Why AI-generated Creator Content Needs Governance Infrastructure

Over the past year, concerns around AI-generated content have moved well beyond specialist discussions about technology and copyright. When artists such as Taylor Swift, and Ariana Grande publicly challenge the use of their work, image or identity, it becomes clear that something broader is happening. Questions that once sat largely within legal and policy circles are increasingly becoming commercial questions for brands, agencies and creators themselves. Who authorised a particular use? What permissions exist? And how do organisations demonstrate that those permissions have been respected as content moves through increasingly complex production environments?

For brands, agencies and creators, these are no longer hypothetical issues. The creator economy is becoming increasingly dependent on content that moves across platforms, markets and production environments, while AI tools are making it easier to adapt, generate and distribute new assets at scale. As a result, conversations that once centered on rights and licensing are beginning to broaden into questions about traceability, accountability and how consent can be evidenced over time, as Benjamin Woollams, CEO, TrueRights, explains.
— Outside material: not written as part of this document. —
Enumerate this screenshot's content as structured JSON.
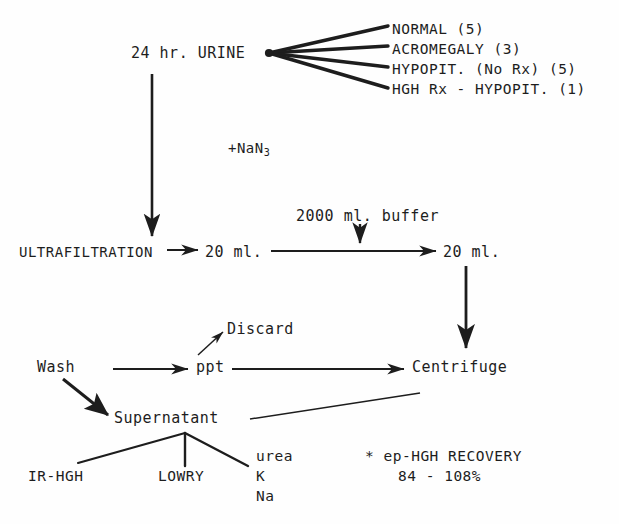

Creator identity is becoming part of the content supply chain

Much of influencer marketing was built around the idea of managing individual pieces of content. Upfront, a campaign would be agreed, assets would be produced and usage would be defined within a contract. While those arrangements remain important, they are becoming harder to separate from wider questions about creator identity.

A creator’s commercial value is rarely confined to a single post, image or video. Anyone working in creator partnerships understands that brands are not simply licensing a piece of content. They are often investing in the trust, recognition and audience relationship attached to the person who created it. As AI tools become better at reproducing elements of a creator’s image or voice, it is hardly surprising that questions around consent and accountability are moving much closer to the centre of the conversation.

AI tools are also changing what can be done with creator assets once they exist. Images can be modified, voices can be replicated and content can be reworked into formats that would have required significant manual effort only a few years ago. That creates opportunities, but it also introduces new questions about consent and authorised use. A creator image might become the basis for multiple AI-generated variations. A voice recording supplied for one campaign may raise questions about future synthetic use. A piece of content originally created for one purpose may be incorporated into entirely new workflows that did not exist when the campaign was first agreed.

Most organisations are not approaching these situations carelessly. The challenge often appears long after a campaign has launched. Content that was created for one purpose ends up being adapted for another, a new team becomes involved or an AI tool is introduced into the production process. The questions being asked in those moments are often not so different from those that have surfaced in more recent public disputes involving artists such as Dua Lipa: what permission was given, what did it cover and can that be clearly demonstrated? Teams find themselves returning to contracts, approval emails and campaign documents, trying to understand not only what was agreed, but also the circumstances in which those decisions were originally made.

Why the conversation is moving beyond copyright

Copyright remains a vital part of the discussion, particularly as governments and regulators consider how creative work should be treated within AI systems. Yet ownership alone does not answer many of the practical questions now emerging across advertising and media.

A creator may have granted permission for certain forms of usage while having little visibility over where content ultimately appears. A brand may have secured the necessary rights but still struggle to demonstrate how assets have been modified or adapted over time. Agencies can find themselves trying to piece together approval histories months after content has passed through multiple stages of production.

Alongside questions of control, there is also a growing conversation around value. For creators, these conversations are rarely just about control. They are also about understanding how their work, image or identity is being used once it leaves the original campaign. The further content moves from its original purpose, the more important that visibility becomes.

The industry is beginning to pay closer attention to how information about consent and authorised use is carried forward as content evolves. That has brought more focus to areas such as provenance and traceability, not because they are fashionable concepts, but because they help answer a simple question: can everyone involved understand where an asset came from and what they are allowed to do with it?

Conclusion

One reason these issues are attracting so much attention is that they span across areas of trust, value and accountability. The creator economy depends on all three. Audiences place trust in creators, brands invest because of the credibility creators have built and creators expect a degree of control, and appropriate compensation, over how their work and identity are used.

For years, many of the practical questions around permissions could be answered by finding the contract, checking an approval email or speaking to the people who were involved when a campaign was originally agreed. As content becomes more fluid and AI becomes a more routine part of production, that becomes harder to rely on. A creator’s image, voice or content can end up travelling much further than anyone originally anticipated, often through entirely legitimate commercial processes.

The creator economy has become highly effective at moving content between platforms, formats and audiences. What is less straightforward is making sure the information surrounding that content travels with it. As creator likenesses, voices and content become part of increasingly automated production processes, questions about consent and authorised use are unlikely to disappear once a campaign goes live. If anything, they become more important over time.

Without that context, it becomes much harder to understand what was agreed, who agreed it and whether a particular use still reflects those original permissions.